Huh?    That's right. M/M. Men in Love. Homosexuality, homoeroticism, platonic love. Whatever you want to call it. Two Guys.

So it's gay porn for women?    Nope. It's a female fantasy of what's sexually attractive, not a gay male one. Yaoi embodies the (surprisingly common) female notion that m/m relationships are the stuff of high romance and beauty and true love and angst and impossibly wonderful sex five times an hour. Not surprisingly, yaoi gives real gay men the giggles.

For a start, the first requirement is that all the men be better-looking than any real man can possibly be, like the heroes of Japanese cartoon series (anime.) The relationships are given a highly romantic slant that appeals to a lot of women, but rarely to men. Yaoi emphasizes the emotional side of things as much as the physical, and the stories happen in a very unrealistic version of the real world. Yaoi men tend to have impossible anatomy and very unlikely psychology. Silver hair, purple eyes, and a tendency to self-mutilation as an expression of love are not uncommon.

That doesn't mean yaoi works aren't sexually explicit. Some of them are: very much so, and definitely not for minors. But while the pictures may clearly be intended to represent all the varieties of m/m sex, the crude anatomical details are often glossed over for the sake of aesthetics. A little blurring here, a discreetly bent limb there, and what Monty Python calls 'the naughty bits' fade into the background. A total innocent could read a stack of yaoi comic books and still not have an accurate idea of what a man looks like.

Where'd it come from?    Japan, naturally. Japan has a 1000-year long aesthetic tradition of admiring male beauty. Its samurai warrior society added a theme of strong but unspoken emotional attachments between men. Both these traditions were originally male-focused. But about thirty years ago a group of female comic book artists (manga-ka) began using them to create their own distinctive manga, this time aimed at women readers. This new genre was called 'aestheticism' (tanbi) and focused on all things beautiful, decadent, perverse and erotic. A famous sub-branch was called 'boy's love' (shounen ai), and told stories of willowy young teenagers who nurtured deep but platonic passions for each other which always ended in tragedy.
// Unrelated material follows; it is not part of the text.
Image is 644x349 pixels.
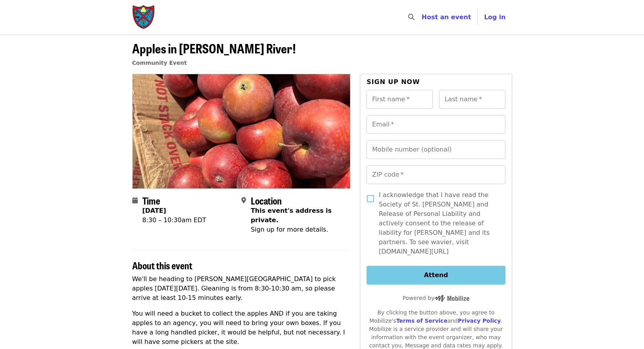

Boy's love inspired a horde of Japanese female fans to draw their own stories about their own favorite men. These men were usually the heroes of cartoon series aimed at adolescent boys (shounen anime). A series that features soccer players or Formula-1 racers has more good-looking guys and less canonical m/f love interest than series targeted at girls, and thus provides lots of fodder for m/m stories. Take two gorgeous young men- the Gundam Wing pilots or the Weiss boys will do nicely- draw them angsting for each other or rolling in the hay, and there you are. Instant boy's love. This amazingly popular form of fan activity was called yaoi, an acronym from the Japanese for 'no peak, no point, no meaning.' 'All in fun' is the general sense of yaoi.

The Japanese m/m form of manga and anime spread to the west in the 90's, under a variety of names- boy's love, June, yaoi. Yaoi came to be the catch-all phrase westerners use for all m/m stories, whether fandom-based and amateur, or original and professional. But though yaoi covers a huge variety of forms, in the end it comes down to the same thing- two guys together, all in fun.